Sources

[S16] John Sumner Russwurm Papers, 1786-1914.
John Sumner Russwurm Papers, 1786-1914.

Mf. 1197 -- John Sumner Russwurm Papers, 1786-1914. 900 items. TSLA. 2 reels. 35 mm. Papers of John Sumner Russwurm (1793-1860), Rutherford County planter, merchant, Creek War veteran, and Inspector General during the tenure of Governor William Carroll. Most of the papers are concentrated in the early nineteenth century. They are composed of correspondence; accounts; biographical and genealogical data, legal documents (bills of sale, depositions, promissary notes and powers of attorney), wills, estate papers and land records; medical prescriptions; pension data, clippings and some religious writings.
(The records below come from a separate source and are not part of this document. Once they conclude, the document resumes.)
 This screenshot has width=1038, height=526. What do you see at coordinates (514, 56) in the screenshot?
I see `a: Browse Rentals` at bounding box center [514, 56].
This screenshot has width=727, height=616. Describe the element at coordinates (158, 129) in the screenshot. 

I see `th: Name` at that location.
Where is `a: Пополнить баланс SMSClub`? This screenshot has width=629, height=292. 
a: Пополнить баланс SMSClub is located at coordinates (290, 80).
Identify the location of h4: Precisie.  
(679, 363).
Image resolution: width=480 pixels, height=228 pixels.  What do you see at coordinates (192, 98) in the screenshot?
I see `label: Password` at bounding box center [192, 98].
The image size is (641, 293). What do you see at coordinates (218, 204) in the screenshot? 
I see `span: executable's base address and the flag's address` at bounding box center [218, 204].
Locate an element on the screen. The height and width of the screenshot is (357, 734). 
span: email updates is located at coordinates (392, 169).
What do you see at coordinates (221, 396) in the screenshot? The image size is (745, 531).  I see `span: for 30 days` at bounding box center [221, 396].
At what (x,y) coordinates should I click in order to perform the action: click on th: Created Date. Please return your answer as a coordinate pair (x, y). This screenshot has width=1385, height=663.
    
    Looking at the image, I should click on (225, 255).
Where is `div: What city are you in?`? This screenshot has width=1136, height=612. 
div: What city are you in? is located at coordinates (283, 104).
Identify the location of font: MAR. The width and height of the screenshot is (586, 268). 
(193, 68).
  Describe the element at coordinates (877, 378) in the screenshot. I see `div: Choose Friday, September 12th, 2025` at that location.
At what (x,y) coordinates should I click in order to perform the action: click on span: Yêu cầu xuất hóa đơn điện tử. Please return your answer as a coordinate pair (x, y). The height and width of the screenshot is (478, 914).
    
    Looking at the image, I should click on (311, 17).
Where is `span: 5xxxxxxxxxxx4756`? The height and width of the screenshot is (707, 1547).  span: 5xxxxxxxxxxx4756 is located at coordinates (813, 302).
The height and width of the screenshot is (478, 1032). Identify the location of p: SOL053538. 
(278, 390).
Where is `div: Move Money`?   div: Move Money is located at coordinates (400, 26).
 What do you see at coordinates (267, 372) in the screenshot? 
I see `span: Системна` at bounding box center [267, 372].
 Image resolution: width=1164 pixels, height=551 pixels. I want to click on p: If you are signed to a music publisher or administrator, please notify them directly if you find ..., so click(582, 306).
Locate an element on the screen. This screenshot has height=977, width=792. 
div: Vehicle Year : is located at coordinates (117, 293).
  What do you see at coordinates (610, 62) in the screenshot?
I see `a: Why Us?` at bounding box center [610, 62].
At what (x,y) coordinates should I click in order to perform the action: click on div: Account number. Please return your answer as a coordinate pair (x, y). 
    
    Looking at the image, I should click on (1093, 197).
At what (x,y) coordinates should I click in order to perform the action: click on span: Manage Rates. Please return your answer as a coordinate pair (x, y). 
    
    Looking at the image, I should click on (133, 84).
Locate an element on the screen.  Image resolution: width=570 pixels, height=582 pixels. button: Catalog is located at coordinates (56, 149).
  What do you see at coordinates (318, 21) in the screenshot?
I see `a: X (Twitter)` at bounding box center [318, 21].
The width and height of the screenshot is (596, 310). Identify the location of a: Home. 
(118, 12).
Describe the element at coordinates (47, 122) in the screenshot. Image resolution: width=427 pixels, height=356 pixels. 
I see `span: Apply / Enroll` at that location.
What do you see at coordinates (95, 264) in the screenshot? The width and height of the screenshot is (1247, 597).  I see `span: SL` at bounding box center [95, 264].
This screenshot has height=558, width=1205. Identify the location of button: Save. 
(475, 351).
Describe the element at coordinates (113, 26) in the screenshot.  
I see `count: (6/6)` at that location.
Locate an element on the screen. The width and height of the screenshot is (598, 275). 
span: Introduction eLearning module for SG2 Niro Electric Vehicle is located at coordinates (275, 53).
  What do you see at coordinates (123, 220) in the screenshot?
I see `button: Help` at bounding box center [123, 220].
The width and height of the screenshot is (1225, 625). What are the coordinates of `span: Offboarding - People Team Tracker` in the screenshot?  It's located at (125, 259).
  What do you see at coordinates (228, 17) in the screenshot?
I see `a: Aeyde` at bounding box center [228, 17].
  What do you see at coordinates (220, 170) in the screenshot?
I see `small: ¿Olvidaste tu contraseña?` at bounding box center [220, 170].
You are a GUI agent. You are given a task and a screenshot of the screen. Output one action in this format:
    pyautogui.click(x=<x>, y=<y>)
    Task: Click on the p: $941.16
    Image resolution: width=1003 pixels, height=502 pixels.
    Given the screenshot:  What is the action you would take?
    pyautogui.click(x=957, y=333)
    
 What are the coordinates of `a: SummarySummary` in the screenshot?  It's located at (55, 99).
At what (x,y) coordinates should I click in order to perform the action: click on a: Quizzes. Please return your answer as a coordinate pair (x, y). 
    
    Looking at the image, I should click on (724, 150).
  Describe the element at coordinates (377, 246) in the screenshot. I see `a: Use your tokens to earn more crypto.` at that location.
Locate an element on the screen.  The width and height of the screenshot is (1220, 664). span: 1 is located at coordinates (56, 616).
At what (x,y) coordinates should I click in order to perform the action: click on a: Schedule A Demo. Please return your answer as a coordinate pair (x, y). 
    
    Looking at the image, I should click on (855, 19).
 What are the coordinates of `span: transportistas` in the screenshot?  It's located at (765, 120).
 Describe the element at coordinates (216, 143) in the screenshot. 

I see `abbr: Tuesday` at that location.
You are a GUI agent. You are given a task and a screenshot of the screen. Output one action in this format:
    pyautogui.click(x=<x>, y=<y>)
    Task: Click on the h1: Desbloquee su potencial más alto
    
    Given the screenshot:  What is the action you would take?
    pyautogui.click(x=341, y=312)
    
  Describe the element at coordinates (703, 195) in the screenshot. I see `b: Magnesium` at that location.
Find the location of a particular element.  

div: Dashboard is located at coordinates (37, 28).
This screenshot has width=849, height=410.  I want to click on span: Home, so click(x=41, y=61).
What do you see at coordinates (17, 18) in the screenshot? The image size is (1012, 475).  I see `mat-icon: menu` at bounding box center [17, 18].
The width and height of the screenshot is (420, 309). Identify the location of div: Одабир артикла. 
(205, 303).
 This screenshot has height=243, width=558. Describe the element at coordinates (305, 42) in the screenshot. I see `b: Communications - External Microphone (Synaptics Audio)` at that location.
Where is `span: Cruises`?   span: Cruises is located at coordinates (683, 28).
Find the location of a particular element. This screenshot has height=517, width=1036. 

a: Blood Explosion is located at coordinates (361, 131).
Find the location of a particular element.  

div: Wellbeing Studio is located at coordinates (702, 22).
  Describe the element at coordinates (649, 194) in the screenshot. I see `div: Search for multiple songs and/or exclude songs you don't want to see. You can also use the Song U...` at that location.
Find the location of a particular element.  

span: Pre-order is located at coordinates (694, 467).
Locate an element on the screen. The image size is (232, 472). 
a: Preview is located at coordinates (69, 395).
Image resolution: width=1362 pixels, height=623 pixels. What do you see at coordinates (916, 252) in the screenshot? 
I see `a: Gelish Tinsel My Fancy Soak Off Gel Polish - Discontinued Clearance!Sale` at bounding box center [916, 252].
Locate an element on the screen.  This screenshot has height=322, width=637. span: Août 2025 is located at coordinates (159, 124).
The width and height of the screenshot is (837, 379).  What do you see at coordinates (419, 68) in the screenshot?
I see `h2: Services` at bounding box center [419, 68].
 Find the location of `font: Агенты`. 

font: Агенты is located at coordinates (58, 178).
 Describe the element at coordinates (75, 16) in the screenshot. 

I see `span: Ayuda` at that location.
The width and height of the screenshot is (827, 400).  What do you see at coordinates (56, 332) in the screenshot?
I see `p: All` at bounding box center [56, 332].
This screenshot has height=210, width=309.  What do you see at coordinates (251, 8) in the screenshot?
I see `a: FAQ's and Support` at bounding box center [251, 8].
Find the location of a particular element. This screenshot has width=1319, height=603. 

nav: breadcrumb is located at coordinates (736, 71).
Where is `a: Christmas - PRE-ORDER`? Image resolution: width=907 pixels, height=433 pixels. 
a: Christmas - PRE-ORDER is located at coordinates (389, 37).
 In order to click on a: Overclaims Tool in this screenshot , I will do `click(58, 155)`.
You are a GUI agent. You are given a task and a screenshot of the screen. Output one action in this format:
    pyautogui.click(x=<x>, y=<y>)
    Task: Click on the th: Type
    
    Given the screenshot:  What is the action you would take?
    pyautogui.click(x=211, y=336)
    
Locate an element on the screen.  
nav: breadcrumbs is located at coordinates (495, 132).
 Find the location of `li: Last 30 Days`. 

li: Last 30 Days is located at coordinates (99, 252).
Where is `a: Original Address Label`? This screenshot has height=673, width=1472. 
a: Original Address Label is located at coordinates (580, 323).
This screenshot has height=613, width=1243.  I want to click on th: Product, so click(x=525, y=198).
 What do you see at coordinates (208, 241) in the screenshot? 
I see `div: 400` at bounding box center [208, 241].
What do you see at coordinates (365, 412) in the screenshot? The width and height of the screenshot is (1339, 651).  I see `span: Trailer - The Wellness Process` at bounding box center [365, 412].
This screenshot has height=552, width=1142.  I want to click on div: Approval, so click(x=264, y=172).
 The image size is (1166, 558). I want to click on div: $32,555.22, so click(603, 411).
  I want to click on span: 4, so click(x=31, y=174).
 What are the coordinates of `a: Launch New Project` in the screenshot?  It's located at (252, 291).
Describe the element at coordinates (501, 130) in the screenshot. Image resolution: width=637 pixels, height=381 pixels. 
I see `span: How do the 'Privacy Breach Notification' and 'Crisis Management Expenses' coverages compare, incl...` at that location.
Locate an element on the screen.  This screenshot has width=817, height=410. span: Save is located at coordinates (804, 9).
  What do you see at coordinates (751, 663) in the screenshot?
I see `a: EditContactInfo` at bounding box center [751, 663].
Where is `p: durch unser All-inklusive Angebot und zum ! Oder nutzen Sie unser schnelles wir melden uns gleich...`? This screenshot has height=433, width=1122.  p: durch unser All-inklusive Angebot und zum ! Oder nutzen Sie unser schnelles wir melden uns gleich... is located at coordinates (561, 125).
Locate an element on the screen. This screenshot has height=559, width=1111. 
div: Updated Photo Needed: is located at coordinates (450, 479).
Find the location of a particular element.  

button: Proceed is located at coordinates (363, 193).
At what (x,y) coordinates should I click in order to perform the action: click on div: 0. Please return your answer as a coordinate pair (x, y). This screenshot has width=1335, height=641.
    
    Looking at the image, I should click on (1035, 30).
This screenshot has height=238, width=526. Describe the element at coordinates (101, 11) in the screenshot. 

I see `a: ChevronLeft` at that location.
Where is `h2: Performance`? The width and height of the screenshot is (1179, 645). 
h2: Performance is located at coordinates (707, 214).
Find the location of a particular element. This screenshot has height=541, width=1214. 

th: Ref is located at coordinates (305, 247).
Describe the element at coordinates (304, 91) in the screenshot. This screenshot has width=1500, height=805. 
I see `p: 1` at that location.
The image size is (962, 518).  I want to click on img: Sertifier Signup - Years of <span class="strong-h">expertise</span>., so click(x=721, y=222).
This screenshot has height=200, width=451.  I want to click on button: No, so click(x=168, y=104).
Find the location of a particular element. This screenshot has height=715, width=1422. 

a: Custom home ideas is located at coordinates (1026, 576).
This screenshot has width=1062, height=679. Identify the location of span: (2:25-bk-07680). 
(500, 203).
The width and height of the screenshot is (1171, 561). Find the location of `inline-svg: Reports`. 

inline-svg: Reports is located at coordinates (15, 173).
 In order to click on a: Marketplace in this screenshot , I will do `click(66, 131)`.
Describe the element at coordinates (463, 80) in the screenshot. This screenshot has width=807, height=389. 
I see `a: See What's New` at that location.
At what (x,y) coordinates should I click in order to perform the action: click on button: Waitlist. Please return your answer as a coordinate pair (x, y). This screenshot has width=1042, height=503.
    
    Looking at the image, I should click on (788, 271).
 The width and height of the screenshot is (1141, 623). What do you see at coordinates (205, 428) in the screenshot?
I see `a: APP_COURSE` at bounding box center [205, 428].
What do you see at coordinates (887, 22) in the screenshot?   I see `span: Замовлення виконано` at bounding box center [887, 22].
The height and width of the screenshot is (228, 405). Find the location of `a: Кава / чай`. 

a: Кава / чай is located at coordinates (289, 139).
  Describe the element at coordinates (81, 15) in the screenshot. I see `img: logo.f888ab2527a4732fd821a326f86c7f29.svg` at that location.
A large part of the collection is Russwurm's incoming correspodence, concerning business matters, land in the frontier regions of Mississippi, Arkansas, Missouri and California, and Whig politics. Among the correspondents are John Bell, Newton Cannon, Robert Looney Caruthers, and Ephraim Hubbard Foster. Russwurm was also related to the Blounts of North Carolina and Tennessee, and to Revolutionary War general Jethro Sumner, and many letters detail the concerns of the North Carolina cousins. A particular strength of this collection is the extraordinary attention given to the issues of slave-owning, emancipation, conditions in the freed slave colony of Liberia, and the career of one remarkable mulatto cousin of Russwurm's, John Brown Russwurm. He became one of the first Negro graduates of an American college (Bowdoin College, 1826), and emigrated to Liberia to become that country's first superintendent of public schools and, eventually, its first black governor. The Russwurm papers are rich in source material on the African-American experience. Register available, including a name index to correspondence.

HOME


HTML created by GED2HTML v3.6a-WIN32 (May 17 2004) on 4/5/2010 6:13:51 PM Eastern Standard Time.